For regulated enterprises already managing audit requirements from RBI, SEBI, or IRDAI, the CERT-In evidence requirements layer on top of existing obligations. The challenge is consolidating evidence management across multiple regulatory frameworks without creating redundant processes or gaps in coverage.
Centralizing Compliance Evidence Across Frameworks
The practical difficulty most enterprises face is maintaining separate evidence repositories for each regulatory framework while ensuring consistency across them. A single VPN deployment might touch CERT-In’s directions, RBI’s outsourcing guidelines, and SEBI’s cybersecurity framework simultaneously, each requiring slightly different evidence formats and retention periods.
This is where platforms like eQomply provide structural value. By consolidating compliance evidence, task tracking, and regulatory mapping into a single system, enterprises can maintain one source of truth that satisfies multiple regulatory requirements. When CERT-In requests evidence of VPN provider compliance verification, the enterprise can produce it from the same platform that tracks RBI outsourcing controls and SEBI cybersecurity assessments, with complete audit trails and timestamps.
Practical Steps for Compliance Leaders
Provider Assessment Framework
Compliance leaders should establish a structured assessment framework for VPN and cloud providers that specifically addresses CERT-In requirements. This framework should verify KYC practices, log retention capabilities and duration, NTP synchronization sources, incident reporting procedures and timelines, and willingness to cooperate with CERT-In investigations. The assessment should be documented and repeated periodically, with evidence of each review retained for the five-year window.
Contractual Provisions
Existing contracts with VPN and cloud providers should be reviewed and, where necessary, amended to include specific CERT-In compliance clauses. These should address the provider’s obligation to maintain logs for five years, the provider’s commitment to report incidents within six hours, the enterprise’s right to audit provider compliance, cooperation obligations during CERT-In investigations, and notification requirements if the provider’s compliance status changes.
Internal Readiness
Enterprises must ensure their own internal processes are aligned with CERT-In requirements regardless of provider compliance. This means designating a point of contact with CERT-In, establishing internal incident response processes that can function within the six-hour reporting window, synchronizing all internal systems to NIC/NPL NTP servers, and maintaining independent logs of all activities involving VPN and cloud infrastructure.
Conclusion
CERT-In VPN compliance India requirements represent a structural shift in how enterprises must manage their technology provider relationships.
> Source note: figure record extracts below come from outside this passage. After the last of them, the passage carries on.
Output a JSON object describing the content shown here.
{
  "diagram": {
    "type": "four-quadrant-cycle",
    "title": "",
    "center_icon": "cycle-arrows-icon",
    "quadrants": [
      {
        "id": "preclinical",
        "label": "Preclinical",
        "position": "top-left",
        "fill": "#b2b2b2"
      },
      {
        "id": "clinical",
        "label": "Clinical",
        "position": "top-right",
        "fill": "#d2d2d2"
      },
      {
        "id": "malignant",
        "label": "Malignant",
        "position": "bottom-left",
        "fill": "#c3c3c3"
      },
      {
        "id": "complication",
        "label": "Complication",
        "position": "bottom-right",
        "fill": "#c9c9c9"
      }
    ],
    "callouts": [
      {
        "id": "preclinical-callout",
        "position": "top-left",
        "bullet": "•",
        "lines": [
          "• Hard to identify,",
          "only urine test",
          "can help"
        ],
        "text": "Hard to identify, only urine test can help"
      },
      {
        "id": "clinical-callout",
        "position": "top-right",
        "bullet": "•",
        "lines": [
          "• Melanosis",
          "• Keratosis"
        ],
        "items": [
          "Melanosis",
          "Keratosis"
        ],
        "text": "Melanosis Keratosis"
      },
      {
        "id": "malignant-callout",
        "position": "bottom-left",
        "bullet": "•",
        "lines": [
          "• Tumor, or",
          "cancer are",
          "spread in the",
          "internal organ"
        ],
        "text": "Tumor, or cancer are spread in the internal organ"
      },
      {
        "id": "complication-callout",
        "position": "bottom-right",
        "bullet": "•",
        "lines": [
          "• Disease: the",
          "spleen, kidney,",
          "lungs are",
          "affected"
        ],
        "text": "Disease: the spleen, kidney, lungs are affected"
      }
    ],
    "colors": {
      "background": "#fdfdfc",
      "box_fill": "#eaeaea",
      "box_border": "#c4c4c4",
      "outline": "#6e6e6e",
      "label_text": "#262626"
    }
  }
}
The directives create parallel obligations that cannot be delegated or deferred. Enterprises must verify, document, and continuously monitor provider compliance while maintaining their own independent evidence of regulatory adherence.
For compliance leaders at regulated enterprises, the priority is clear: establish documented processes for provider assessment, ensure contractual coverage of CERT-In requirements, and maintain centralized evidence that can be produced within hours during an incident or investigation. The five-year retention window and six-hour reporting timeline leave no room for ad hoc approaches.
If your enterprise is managing CERT-In compliance alongside RBI, SEBI, or IRDAI requirements across multiple VPN and cloud providers, eQomply can help you consolidate evidence management and regulatory tracking into a single auditable system. Schedule a demo to see how regulated enterprises are operationalizing multi-framework compliance without building parallel processes for each regulator.